At the end of 1930, it was announced that an Englishman named E. J. East took out a lease of the 101-acre property including springs and historic structures with grand plans for a “dude ranch.”  East pledged to expend $50,000 on improvements including new structures “where use will be made of the hot springs for medicinal bath purposes.”

A few months later, however, in April 1931, it was revealed that East only spent a few hundred dollars towards the project and then headed back to England.  B-movie Western actor Bill Cody (said to have been born in Winnipeg, Canada to Icelandic parents!) and his associate G.J. Kahn were then left to do something with the lease and wound up being jailed on charges of grand theft as they sold concessions to horse riding academy owners and boxing promoters for what was christened “Rancho de Bill Cody.”  It was even claimed that the Los Angeles Olympics planning committee for the 1932 Games were linked to the project, but the scheme quickly collapsed.
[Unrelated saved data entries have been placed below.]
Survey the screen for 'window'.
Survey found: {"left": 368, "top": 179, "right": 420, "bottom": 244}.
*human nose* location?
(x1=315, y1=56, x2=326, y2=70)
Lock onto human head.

In the early 1940s, efforts were launched by Encino residents to have the ranch headquarters and springs preserved.  In 1946, the state earmarked $25,000 for the project if matching funds from local sources could be raised, so a drive was launched by an Encino Historical Committee.

Plans for springs The_Valley_Times_Mon__Apr_22__1946_
The [San Fernando] Valley Times, 22 April 1946.
The organization commissioned a study of the springs and its waters and announced plans that called “for a pagoda to be erected around the spring, with seats and drinking facilities for visitors.”  The de la Osa adobe was to be restored and opened as a museum and the Garnier house was designated as a community meeting space, with the park to be operated by the state.
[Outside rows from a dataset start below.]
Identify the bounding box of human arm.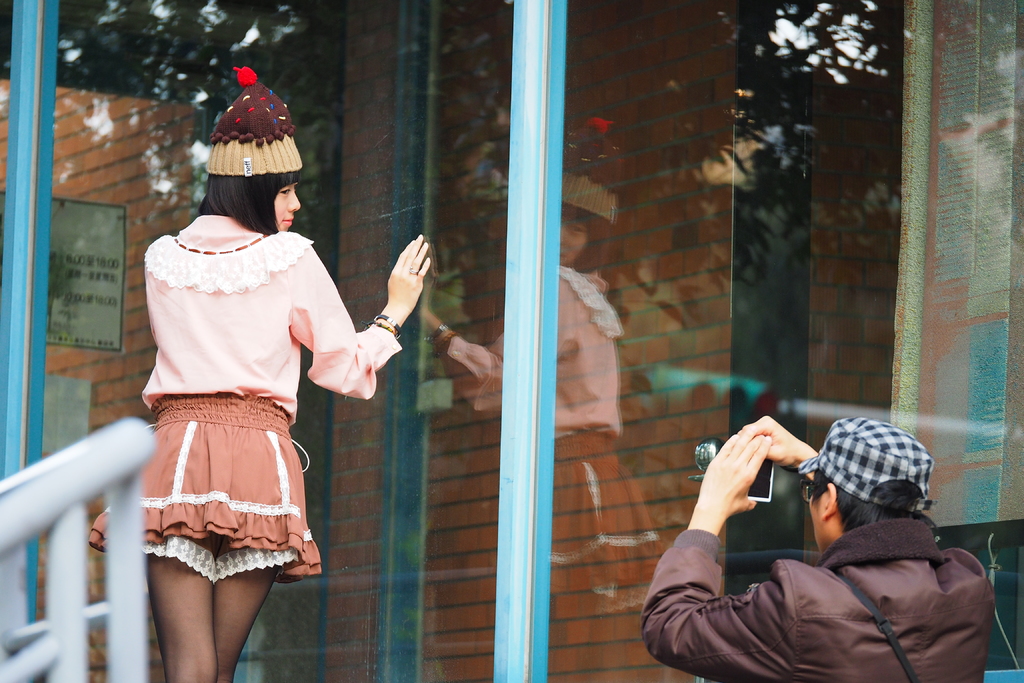
left=307, top=234, right=449, bottom=407.
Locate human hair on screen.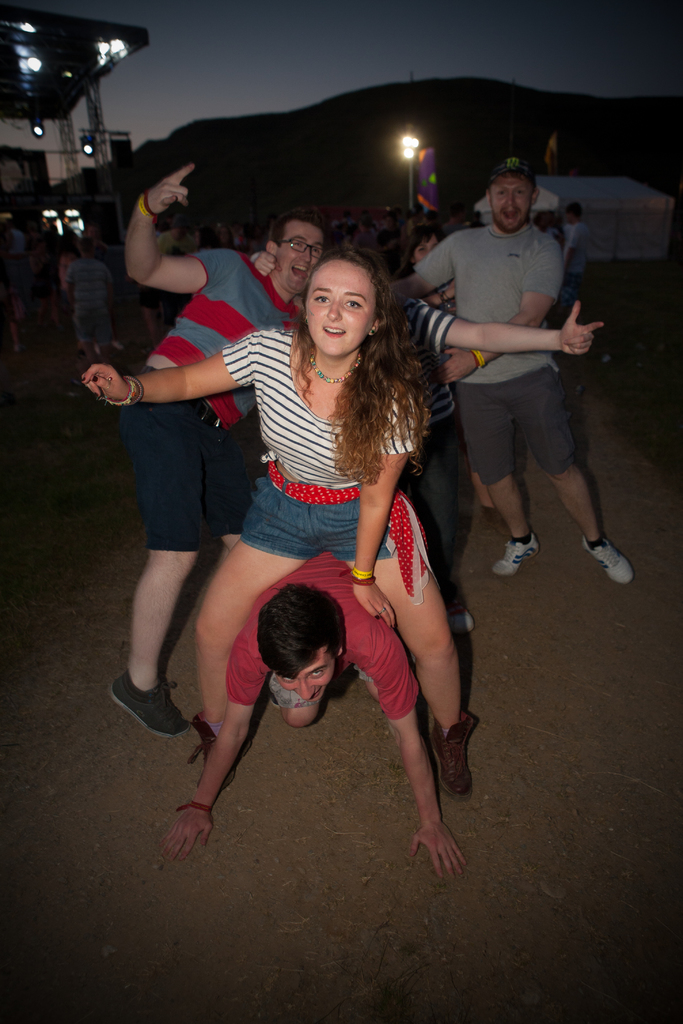
On screen at [488, 170, 537, 201].
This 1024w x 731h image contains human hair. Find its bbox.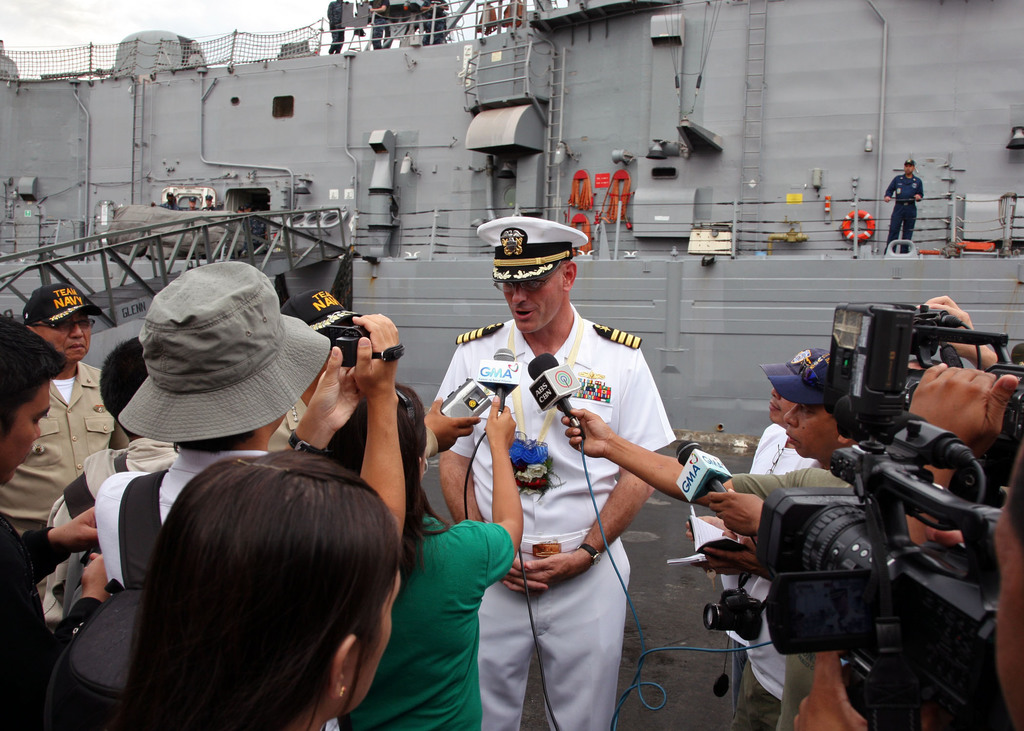
(x1=168, y1=422, x2=260, y2=456).
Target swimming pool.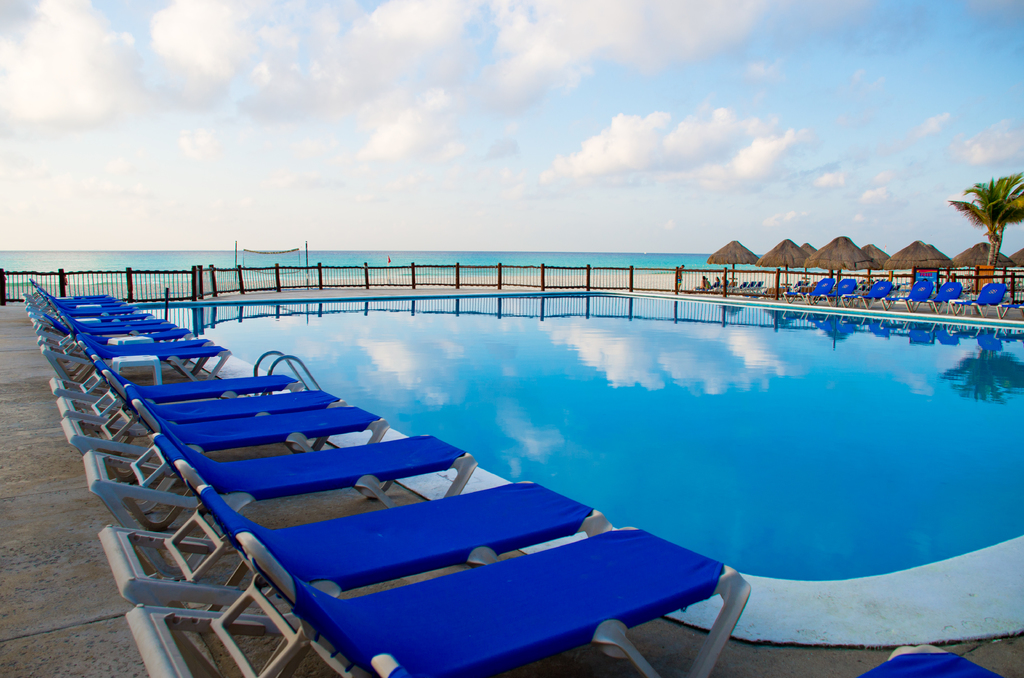
Target region: detection(124, 291, 1023, 648).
That plan became a reality in 1949 when Los Encinos State Historic Park was opened.  It remains a state park seventy years later, with tours of the adobe offered by appointment Wednesday through Saturday including occasional self-guided tours when staff are available; school tours given Wednesday through Friday; and spring and fall special events held.  More information is available on the state park website page for Los Encinos.